After issuing a cybersecurity advisory warning that APT hacker groups are purposefully targeting vulnerabilities in Fortinet FortiOS, the FBI now warned that after hacking a Fortinet appliance, state-sponsored attackers compromised the webpage of a US local government.
Fortinet is a multinational security company based in Sunnyvale, California. It creates and sells cybersecurity solutions, which include hardware like firewalls as well as software and services like anti-virus protection, intrusion prevention systems, and endpoint security components.
"As of at least May 2021, an APT actor group almost certainly exploited a Fortigate appliance to access a web-server hosting the domain for a U.S. municipal government," the FBI's Cyber Division said in a TLP:WHITE flash alert published on 27th May.

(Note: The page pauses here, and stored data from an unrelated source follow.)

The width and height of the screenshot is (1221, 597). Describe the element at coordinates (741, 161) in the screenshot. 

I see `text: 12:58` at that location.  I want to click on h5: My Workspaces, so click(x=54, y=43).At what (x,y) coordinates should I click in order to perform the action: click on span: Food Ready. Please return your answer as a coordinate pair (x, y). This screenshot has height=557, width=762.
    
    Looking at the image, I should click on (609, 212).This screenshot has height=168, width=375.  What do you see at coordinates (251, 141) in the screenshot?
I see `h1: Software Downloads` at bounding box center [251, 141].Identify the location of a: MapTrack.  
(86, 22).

The advanced persistent threat (APT) actors moved laterally around the network after gaining access to the local government organization's server, creating new domain controller, server, and workstation user identities that looked exactly like existing ones. On compromised systems, attackers linked to this ongoing APT harmful activity have created 'WADGUtilityAccount' and 'elie' accounts, according to the FBI.

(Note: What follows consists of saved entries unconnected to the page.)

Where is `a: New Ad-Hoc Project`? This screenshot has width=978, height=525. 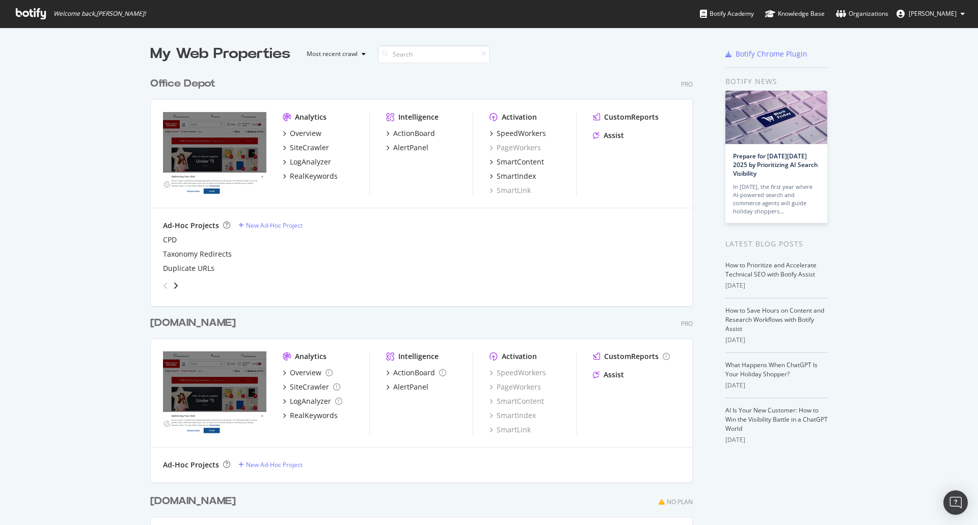 a: New Ad-Hoc Project is located at coordinates (271, 225).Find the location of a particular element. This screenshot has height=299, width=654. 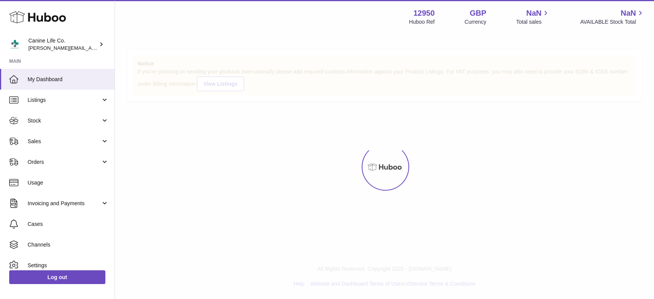

span: Cases is located at coordinates (68, 224).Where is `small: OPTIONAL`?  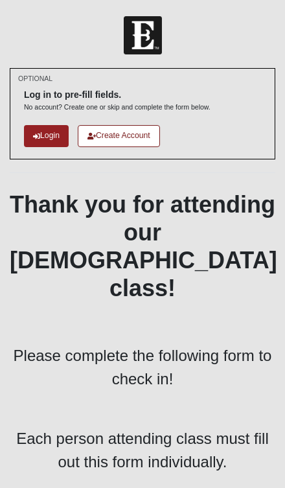 small: OPTIONAL is located at coordinates (35, 78).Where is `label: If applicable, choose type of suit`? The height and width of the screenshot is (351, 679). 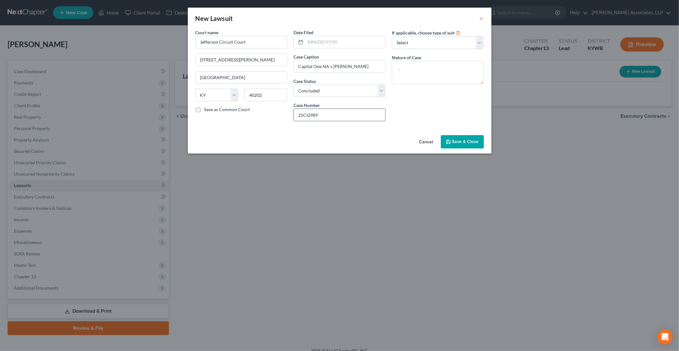 label: If applicable, choose type of suit is located at coordinates (423, 33). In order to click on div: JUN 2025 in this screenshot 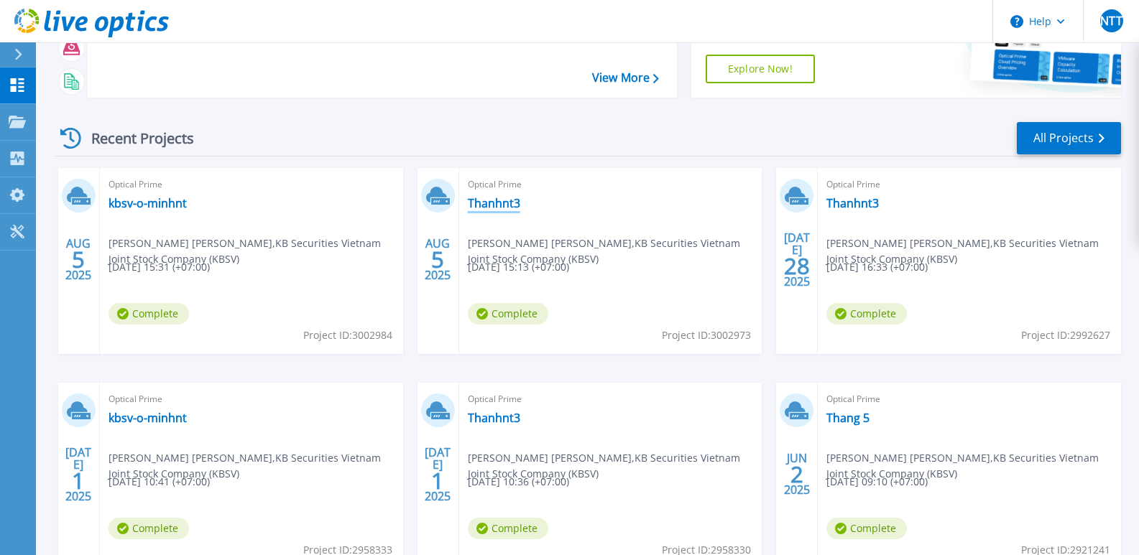, I will do `click(797, 474)`.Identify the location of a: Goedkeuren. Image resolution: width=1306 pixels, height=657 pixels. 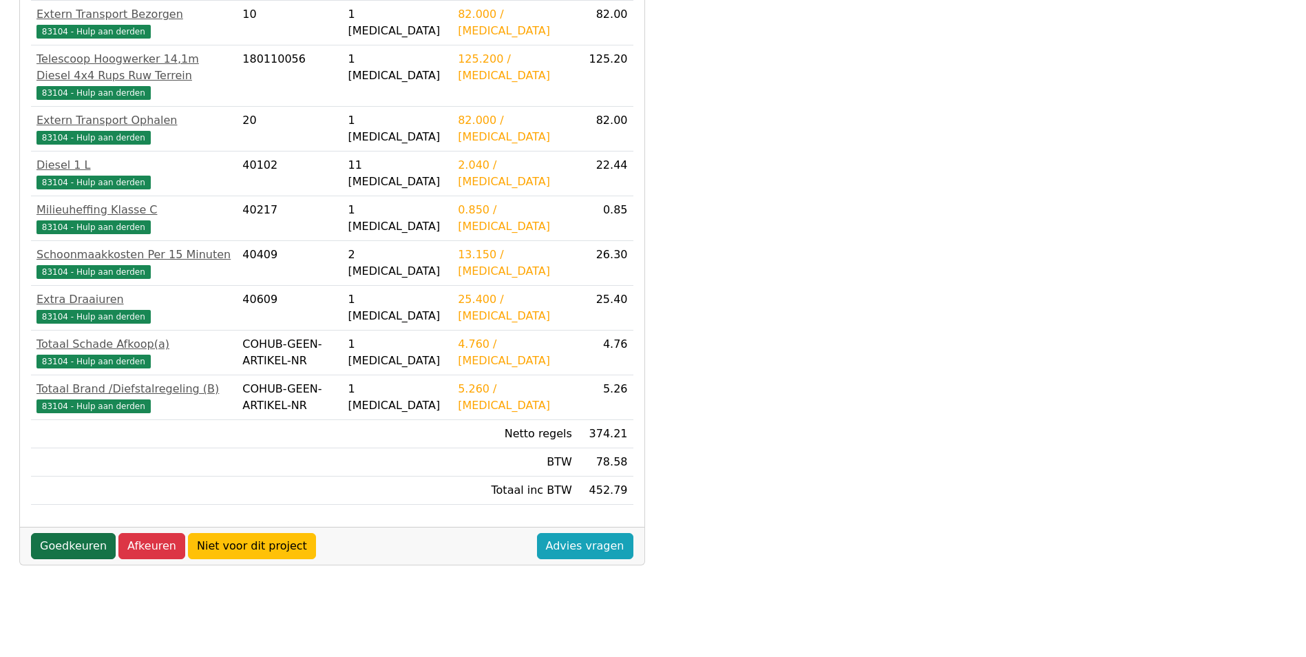
(73, 546).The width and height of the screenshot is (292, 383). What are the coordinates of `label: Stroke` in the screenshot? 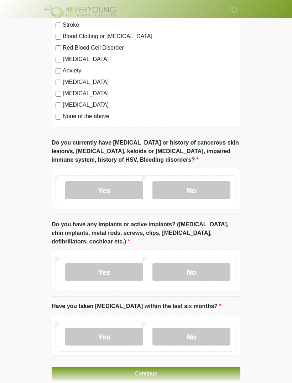 It's located at (150, 25).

This APT organization will most likely utilize this access to capture and exfiltrate data from the victims' network, according to the FBI. "The APT actors are actively targeting a broad range of victims across multiple sectors, indicating the activity is focused on exploiting vulnerabilities rather than targeted at specific sectors," the FBI added.

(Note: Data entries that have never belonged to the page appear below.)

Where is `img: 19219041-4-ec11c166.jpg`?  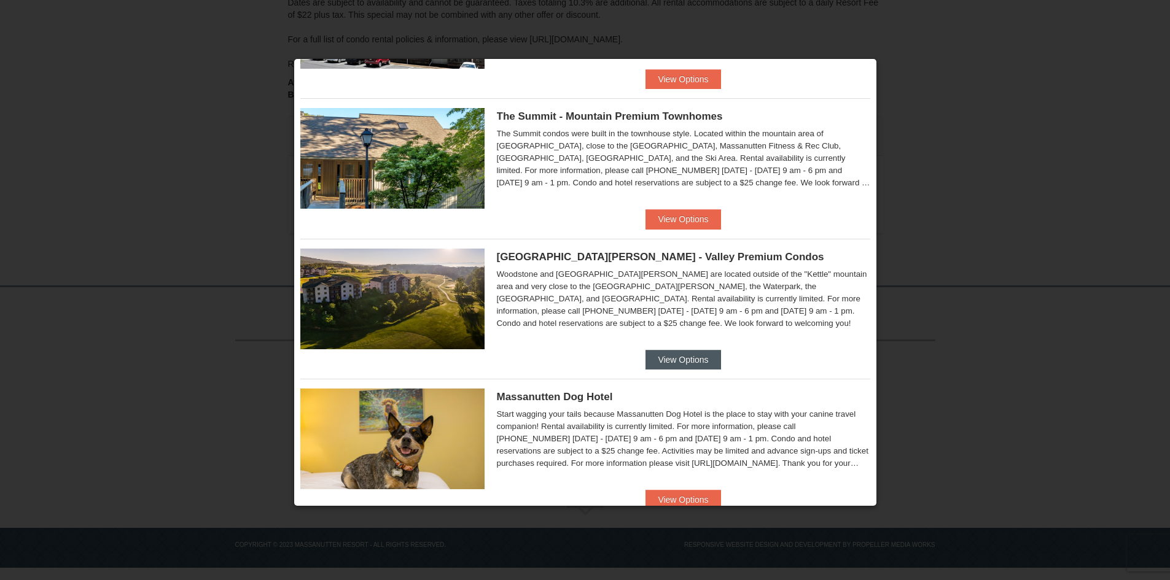
img: 19219041-4-ec11c166.jpg is located at coordinates (392, 299).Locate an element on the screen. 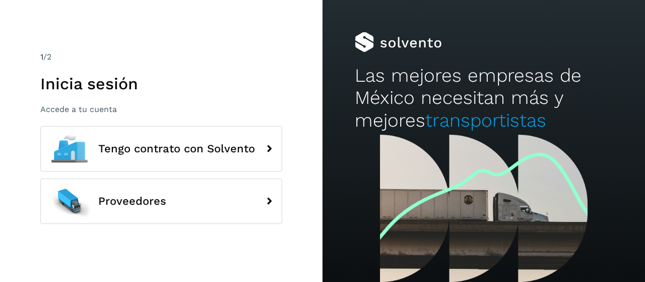 This screenshot has height=282, width=645. button: Tengo contrato con Solvento is located at coordinates (161, 149).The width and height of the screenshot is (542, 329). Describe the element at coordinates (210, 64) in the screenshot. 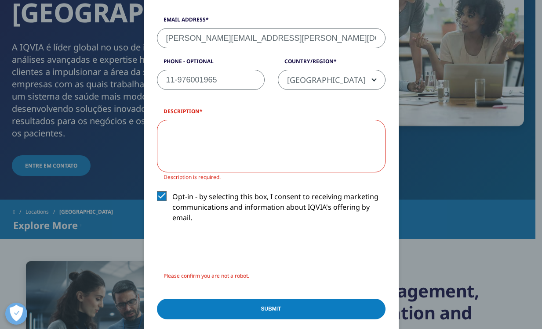

I see `label: Phone - Optional` at that location.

Last month, the FBI and the CISA issued a warning about state-sponsored hacking groups gaining access to Fortinet equipment by exploiting FortiOS vulnerabilities CVE-2018-13379, CVE-2020-12812, and CVE-2019-5591. The threat actors are also scanning for CVE-2018-13379 vulnerable devices on ports 4443, 8443, and 10443, and enumerating servers that haven't been patched against CVE-2020-12812 and CVE-2019-5591.
Once they've gained access to a vulnerable server, they'll use it in subsequent attacks aimed at critical infrastructure networks. "APT actors may use other CVEs or common exploitation techniques—such as spear-phishing—to gain access to critical infrastructure networks to pre-position for follow-on attacks," the two federal agencies said.
"APT actors have historically exploited critical vulnerabilities to conduct distributed denial-of-service (DDoS) attacks, ransomware attacks, structured query language (SQL) injection attacks, spear-phishing campaigns, website defacements, and disinformation campaigns." They further told.